Role of spinal premotoneurones in mediating corticospinal input to forearm motoneurones in man

1 Evidence was sought to support the suggestion that corticospinal input can be relayed to motoneurones (MNs) via a population of interneurones (premotoneurones) in the cervical cord, and that this pathway operates in parallel with the direct monosynaptic pathway. 2 Single motor units were recorded in forearm muscles and post‐stimulus time histograms (PSTHs) of their firing pattern were constructed during voluntary activation. Weak transcranial magnetic stimulation of the contralateral motor cortex was used to produce a small facilitation in the PSTH. We then examined how the size of this peak was affected by low threshold electrical stimulation of either the homonymous muscle nerve or the musculo‐cutaneous nerve at various interstimulus intervals (ISIs). 3 Homonymous nerve stimulation had the following characteristics: (a) the cortical peak was facilitated when stimuli were timed so that both inputs arrived simultaneously at the MN; (b) the amount of facilitation was only slightly greater than the sum of the effects of each stimulus given alone; and (c) facilitation affected even the earliest bins of the cortically evoked peak. These three features are consistent with a monosynaptic input onto the MN from both sources. 4 Stimulation of the musculo‐cutaneous nerve (which has no monosynaptic connections with forearm MNs) had no effect at similar timings. It (a) produced facilitation only at longer intervals corresponding to an extra central delay of 4‐6 ms; (b) always gave a significantly larger facilitation than expected from the algebraic sum of the effects of each stimulus given alone; and (c) never affected the earliest bins of the cortical peak. These features are compatible with interaction of peripheral and cortical inputs at a population of premotoneurones. 5 These results confirm the suggestion that premotoneurones mediate part of the cortical command to MNs innervating forearm muscles. 6 Excitation is followed by an inhibition which may almost completely suppress the cortical peak. It is suggested that cortical and musculo‐cutaneous volleys also converge onto inhibitory interneurones projecting to the premotoneuronal pool.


*Work request:*
Find the string "series" in the entries and copy each line that has it.

[Items from a figure collection]
++++++

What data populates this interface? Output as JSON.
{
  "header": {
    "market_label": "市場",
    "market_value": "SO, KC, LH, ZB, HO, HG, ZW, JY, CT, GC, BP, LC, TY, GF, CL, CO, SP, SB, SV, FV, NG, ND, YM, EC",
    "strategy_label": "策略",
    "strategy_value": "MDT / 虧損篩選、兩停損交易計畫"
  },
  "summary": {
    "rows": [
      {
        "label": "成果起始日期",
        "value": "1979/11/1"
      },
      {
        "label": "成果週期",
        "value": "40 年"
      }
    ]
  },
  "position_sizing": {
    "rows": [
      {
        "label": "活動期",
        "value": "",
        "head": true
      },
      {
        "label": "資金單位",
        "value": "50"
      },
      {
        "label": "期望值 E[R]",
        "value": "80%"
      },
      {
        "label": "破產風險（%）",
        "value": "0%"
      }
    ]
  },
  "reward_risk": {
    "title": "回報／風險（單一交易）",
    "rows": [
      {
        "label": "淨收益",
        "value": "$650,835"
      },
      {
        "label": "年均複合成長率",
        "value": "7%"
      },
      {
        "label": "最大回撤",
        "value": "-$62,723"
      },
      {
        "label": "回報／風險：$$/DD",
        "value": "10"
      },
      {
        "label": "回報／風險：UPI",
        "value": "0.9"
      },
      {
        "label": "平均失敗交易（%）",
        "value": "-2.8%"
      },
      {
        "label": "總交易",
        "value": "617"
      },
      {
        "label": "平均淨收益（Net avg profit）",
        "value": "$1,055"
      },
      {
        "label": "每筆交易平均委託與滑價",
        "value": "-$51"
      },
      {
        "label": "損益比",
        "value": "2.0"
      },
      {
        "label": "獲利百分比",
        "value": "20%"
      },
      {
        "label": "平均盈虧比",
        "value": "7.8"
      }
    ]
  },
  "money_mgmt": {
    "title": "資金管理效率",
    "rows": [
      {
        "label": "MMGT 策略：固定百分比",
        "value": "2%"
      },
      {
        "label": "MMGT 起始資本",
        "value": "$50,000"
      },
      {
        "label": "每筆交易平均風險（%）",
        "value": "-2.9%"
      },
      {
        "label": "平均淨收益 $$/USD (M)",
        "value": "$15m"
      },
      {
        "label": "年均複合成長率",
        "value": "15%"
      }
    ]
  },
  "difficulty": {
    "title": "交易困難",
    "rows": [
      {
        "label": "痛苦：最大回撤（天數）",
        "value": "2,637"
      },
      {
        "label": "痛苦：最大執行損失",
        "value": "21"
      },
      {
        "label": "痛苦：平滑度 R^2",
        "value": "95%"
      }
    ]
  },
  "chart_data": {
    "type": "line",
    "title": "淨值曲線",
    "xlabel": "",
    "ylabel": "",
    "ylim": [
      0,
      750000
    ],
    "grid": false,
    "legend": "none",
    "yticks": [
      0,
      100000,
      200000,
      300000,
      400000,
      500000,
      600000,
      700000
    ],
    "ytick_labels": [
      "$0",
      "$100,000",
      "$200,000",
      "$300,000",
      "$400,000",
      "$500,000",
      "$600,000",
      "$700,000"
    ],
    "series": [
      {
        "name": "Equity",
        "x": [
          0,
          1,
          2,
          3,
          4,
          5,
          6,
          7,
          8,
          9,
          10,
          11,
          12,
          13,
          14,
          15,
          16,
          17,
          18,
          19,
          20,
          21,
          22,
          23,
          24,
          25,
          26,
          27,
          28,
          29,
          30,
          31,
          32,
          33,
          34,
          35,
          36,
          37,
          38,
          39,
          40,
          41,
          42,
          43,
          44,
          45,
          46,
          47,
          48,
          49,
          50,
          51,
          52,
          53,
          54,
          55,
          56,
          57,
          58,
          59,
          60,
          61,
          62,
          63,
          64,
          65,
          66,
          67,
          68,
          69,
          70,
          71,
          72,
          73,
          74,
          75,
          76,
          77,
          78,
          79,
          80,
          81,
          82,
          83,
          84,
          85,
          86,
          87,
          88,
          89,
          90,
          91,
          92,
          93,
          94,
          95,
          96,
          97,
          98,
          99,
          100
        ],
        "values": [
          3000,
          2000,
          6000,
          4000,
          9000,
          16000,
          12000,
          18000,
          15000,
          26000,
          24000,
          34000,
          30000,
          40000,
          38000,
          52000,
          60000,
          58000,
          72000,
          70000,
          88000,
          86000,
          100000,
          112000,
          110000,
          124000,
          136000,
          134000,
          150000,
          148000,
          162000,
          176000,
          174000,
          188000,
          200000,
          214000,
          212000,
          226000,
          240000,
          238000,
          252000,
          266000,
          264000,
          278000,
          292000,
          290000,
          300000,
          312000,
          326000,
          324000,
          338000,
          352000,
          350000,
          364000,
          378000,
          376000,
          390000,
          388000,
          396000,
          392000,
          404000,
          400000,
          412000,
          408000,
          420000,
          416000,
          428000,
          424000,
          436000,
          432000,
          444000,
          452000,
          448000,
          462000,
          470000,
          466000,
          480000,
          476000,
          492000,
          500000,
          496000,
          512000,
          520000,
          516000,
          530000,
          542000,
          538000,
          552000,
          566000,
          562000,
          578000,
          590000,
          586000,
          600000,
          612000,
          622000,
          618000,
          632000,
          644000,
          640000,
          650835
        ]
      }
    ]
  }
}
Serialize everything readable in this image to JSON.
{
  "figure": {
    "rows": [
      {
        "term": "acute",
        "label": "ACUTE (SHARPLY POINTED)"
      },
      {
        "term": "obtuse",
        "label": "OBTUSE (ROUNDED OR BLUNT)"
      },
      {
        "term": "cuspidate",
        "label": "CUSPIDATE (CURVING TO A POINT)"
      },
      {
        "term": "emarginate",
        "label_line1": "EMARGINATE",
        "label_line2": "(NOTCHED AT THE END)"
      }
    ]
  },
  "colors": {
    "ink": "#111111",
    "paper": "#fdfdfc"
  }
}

++++++

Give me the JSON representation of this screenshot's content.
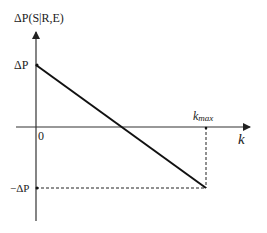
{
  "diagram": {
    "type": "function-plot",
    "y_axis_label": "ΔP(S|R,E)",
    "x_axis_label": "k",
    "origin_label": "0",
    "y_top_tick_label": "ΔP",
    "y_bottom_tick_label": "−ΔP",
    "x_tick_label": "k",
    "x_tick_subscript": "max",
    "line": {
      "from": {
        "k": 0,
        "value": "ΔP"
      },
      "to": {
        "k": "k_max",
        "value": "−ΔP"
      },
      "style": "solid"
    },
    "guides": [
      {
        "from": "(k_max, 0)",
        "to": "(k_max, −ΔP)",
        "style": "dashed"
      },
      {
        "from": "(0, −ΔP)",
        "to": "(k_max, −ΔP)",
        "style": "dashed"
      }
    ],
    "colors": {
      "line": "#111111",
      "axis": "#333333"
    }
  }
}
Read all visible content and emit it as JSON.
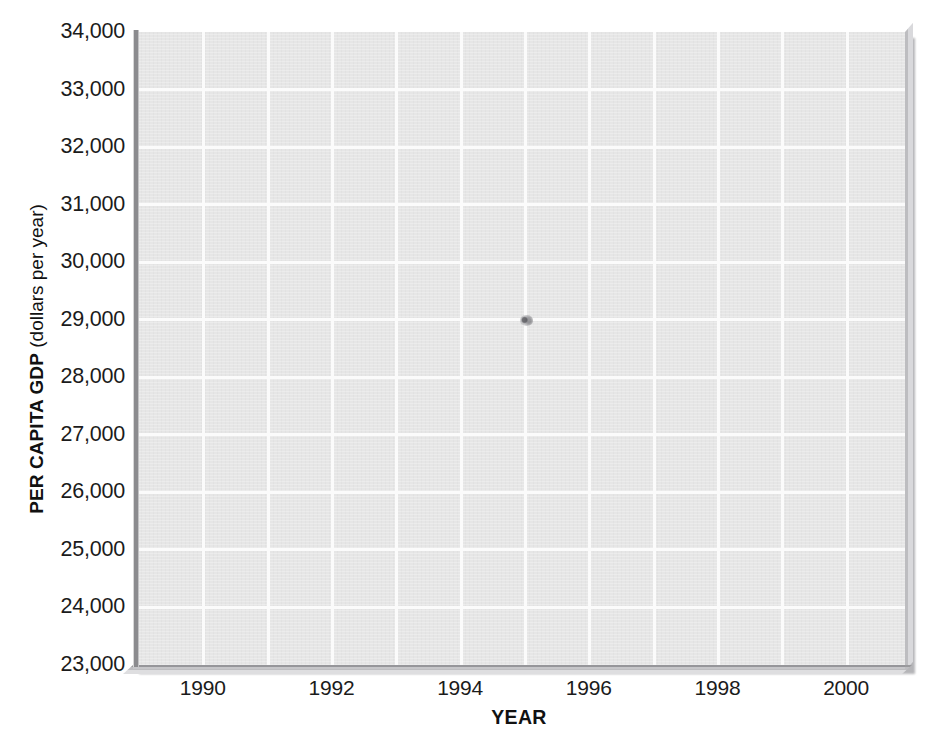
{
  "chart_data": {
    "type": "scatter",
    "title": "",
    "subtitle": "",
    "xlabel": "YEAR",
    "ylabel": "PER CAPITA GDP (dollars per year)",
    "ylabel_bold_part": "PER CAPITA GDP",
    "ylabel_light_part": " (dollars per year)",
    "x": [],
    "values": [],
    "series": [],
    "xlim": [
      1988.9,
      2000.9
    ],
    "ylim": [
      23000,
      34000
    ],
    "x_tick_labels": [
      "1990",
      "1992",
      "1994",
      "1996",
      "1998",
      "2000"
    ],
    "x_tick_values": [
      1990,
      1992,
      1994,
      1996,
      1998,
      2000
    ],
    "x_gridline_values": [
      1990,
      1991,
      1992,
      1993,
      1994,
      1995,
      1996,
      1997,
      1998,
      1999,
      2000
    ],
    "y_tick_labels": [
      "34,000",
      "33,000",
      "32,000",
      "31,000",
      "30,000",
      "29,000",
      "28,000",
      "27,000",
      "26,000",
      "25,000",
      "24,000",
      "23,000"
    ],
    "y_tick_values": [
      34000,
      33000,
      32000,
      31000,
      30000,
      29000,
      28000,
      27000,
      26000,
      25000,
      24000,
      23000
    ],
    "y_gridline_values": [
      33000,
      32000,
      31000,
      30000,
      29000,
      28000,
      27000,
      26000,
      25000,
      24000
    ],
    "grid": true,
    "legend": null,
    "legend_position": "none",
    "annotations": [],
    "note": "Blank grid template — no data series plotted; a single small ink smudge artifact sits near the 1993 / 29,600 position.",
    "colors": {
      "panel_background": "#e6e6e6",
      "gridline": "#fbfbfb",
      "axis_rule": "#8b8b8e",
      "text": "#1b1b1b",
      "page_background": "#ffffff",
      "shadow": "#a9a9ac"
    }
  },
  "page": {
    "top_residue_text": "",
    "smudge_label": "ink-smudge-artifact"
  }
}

++++++

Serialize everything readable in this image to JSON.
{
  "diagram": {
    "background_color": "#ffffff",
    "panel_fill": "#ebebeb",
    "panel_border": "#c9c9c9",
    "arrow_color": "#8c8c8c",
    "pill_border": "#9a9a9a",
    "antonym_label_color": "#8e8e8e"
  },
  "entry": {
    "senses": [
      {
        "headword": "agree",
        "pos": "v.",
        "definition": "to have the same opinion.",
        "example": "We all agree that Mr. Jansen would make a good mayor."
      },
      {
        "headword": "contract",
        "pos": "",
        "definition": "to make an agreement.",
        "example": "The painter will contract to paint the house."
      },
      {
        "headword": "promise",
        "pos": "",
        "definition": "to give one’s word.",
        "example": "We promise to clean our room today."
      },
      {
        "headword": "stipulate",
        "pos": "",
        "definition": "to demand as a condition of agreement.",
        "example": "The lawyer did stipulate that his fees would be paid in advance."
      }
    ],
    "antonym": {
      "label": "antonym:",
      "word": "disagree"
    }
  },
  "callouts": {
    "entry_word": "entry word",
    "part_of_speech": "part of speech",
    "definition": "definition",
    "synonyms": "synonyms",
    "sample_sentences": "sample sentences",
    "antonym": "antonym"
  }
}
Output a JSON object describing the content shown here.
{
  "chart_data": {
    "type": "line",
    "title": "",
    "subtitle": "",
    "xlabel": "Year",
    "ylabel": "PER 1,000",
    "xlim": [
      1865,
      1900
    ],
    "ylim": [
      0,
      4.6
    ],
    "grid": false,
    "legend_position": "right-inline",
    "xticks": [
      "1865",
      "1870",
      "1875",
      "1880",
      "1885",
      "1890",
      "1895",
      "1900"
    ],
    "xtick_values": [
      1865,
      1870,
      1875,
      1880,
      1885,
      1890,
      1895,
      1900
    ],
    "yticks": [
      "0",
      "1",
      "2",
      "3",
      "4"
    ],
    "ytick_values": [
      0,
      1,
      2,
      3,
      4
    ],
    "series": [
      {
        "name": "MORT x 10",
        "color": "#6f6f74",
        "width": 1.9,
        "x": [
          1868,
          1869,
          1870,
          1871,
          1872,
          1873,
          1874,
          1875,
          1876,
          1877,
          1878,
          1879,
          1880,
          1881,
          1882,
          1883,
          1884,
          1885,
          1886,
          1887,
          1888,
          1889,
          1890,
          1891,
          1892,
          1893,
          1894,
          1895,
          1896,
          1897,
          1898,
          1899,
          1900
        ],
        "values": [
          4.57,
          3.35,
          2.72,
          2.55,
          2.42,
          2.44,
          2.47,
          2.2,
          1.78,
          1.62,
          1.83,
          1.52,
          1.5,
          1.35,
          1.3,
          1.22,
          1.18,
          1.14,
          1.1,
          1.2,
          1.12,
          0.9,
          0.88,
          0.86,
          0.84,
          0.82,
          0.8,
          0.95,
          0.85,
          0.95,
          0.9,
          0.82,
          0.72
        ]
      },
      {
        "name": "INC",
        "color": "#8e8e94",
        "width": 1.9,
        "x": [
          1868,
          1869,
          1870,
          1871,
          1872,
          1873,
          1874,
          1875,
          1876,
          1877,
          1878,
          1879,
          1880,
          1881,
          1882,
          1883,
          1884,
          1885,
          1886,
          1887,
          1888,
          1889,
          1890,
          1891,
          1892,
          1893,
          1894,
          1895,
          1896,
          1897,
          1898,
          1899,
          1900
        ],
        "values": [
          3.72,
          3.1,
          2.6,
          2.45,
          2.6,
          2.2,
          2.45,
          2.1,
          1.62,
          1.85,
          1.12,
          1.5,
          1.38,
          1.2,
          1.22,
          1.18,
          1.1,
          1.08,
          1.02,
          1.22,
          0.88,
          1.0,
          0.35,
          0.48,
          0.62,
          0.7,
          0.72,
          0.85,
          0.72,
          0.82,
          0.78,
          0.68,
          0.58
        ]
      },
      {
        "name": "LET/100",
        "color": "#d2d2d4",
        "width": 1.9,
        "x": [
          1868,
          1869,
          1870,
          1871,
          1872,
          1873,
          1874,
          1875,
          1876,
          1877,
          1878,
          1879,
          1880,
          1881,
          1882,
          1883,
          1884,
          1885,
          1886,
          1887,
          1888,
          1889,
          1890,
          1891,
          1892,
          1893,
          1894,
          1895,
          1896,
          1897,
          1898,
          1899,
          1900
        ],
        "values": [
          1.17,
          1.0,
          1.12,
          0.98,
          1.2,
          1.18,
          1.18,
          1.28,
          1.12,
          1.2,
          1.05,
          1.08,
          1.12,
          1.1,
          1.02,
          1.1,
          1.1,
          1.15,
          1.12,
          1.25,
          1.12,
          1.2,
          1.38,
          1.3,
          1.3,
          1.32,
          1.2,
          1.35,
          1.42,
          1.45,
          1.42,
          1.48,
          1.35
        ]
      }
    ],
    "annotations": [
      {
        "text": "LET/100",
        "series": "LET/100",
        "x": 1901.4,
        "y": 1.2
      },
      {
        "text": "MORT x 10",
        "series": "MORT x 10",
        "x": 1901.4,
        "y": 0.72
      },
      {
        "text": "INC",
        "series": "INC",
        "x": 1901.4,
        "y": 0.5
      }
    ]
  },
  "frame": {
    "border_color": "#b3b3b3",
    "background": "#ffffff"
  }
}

++++++

*The answer:*
    "series": [
    "series": [],
    "note": "Blank grid template — no data series plotted; a single small ink smudge artifact sits near the 1993 / 29,600 position.",
    "series": [
        "series": "LET/100",
        "series": "MORT x 10",
        "series": "INC",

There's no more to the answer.